The Sonic Flashlight, on the other hand, is a visual guide to a doctor inserting a needle in a patient that provides an accurate reflection of scale at the location where the doctor is trying to insert a needle. The image is reflected on the mirror and appears to float just beneath the skin whereby the doctors can see the veins clearly. As the company website proclaims, with the Sonic Flashlight, it' s like the doctor has X-ray vision.

The Sonic Flashlight vein illuminator

The problem is while hospitals and doctors are interested in the device, VCs think the company's needs - $2 million to $4 million - is too paltry to warrant attention, said CEO Joe Bjorklund, at an interview at the 10X Medical Device Conference in Minneapolis.

Roughly three years after being founded in 2010, the company has run out of money and has basically four to six months left before it shuts down. 

"Unless you are developing something really sexy, the VC firms aren't interested," he said of his experience trying to raise capital in the last 18 months.

Insituvue hasn't conducted any clinical trials, but the company has done a phantom study that pit the Sonic Flashlight against conventional ultrasonography

Despite the miserable experience fundraising Bjorklund is hopeful. A northeast VC fund is close to raising $100 million and Insituvue is the no. 1 on the investment list.
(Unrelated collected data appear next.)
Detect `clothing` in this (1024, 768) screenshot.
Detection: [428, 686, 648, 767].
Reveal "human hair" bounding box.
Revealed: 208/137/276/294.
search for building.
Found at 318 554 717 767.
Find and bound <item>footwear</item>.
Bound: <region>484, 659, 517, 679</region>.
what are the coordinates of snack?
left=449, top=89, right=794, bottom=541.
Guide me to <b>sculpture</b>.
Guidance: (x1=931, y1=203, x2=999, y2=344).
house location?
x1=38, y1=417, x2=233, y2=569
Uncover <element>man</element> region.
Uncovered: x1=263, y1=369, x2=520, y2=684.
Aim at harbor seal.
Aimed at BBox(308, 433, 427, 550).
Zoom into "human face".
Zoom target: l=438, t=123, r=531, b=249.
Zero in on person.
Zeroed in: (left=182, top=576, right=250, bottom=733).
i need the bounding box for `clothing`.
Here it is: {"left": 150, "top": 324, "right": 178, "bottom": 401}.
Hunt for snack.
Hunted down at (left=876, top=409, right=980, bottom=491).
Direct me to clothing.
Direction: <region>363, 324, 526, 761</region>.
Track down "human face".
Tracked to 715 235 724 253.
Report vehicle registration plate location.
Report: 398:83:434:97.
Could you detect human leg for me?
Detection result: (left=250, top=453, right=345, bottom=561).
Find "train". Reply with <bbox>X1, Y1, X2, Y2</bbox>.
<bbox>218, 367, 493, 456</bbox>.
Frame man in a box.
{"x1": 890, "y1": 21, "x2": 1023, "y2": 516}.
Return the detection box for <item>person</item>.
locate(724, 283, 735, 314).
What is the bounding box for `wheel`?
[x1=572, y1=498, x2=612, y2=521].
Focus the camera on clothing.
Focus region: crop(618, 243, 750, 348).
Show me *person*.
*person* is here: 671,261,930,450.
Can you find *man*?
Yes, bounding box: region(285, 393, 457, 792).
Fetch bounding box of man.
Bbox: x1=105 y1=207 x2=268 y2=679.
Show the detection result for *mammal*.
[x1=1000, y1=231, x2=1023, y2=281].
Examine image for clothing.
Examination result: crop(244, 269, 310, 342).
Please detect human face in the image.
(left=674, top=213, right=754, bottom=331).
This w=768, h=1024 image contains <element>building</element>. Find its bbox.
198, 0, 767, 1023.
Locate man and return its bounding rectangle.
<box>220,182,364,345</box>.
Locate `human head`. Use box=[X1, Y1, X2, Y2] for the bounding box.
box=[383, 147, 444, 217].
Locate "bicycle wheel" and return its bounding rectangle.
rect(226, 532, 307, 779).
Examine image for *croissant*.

"If we weren't confident of raising capital we would have shut the company down" he declares. "We do it not because we like it, but because it sends a message to investors." 

"We" includes the two founders of Insituvue who also have gone without a salary for half a year.

The device, Bjorklund believes, will play particularly well under the changes wrought the Affordable Care Act.

"We have a device that we think can very directly affect the infection rates" something that hospitals are very keen to reduce.

That's of course if it survives the next four to six months. After all, Insituvue has already had one episode of being left hanging at the altar by a VC firm that committed $3 million, before it diverted the funds elsewhere Bjorklund noted. But he believes that Insituvue will get the Series A funding it is looking for from a northeast VC firm trying to raise $100 million.

"We're the no. 1 investment listed and they are using our company as an example to raise money for the fund," he said. 

If Bjorkluns is successful is raising the capital, Insituvue can move to finalize the design of the product and file for a 510(k) at the end of the year.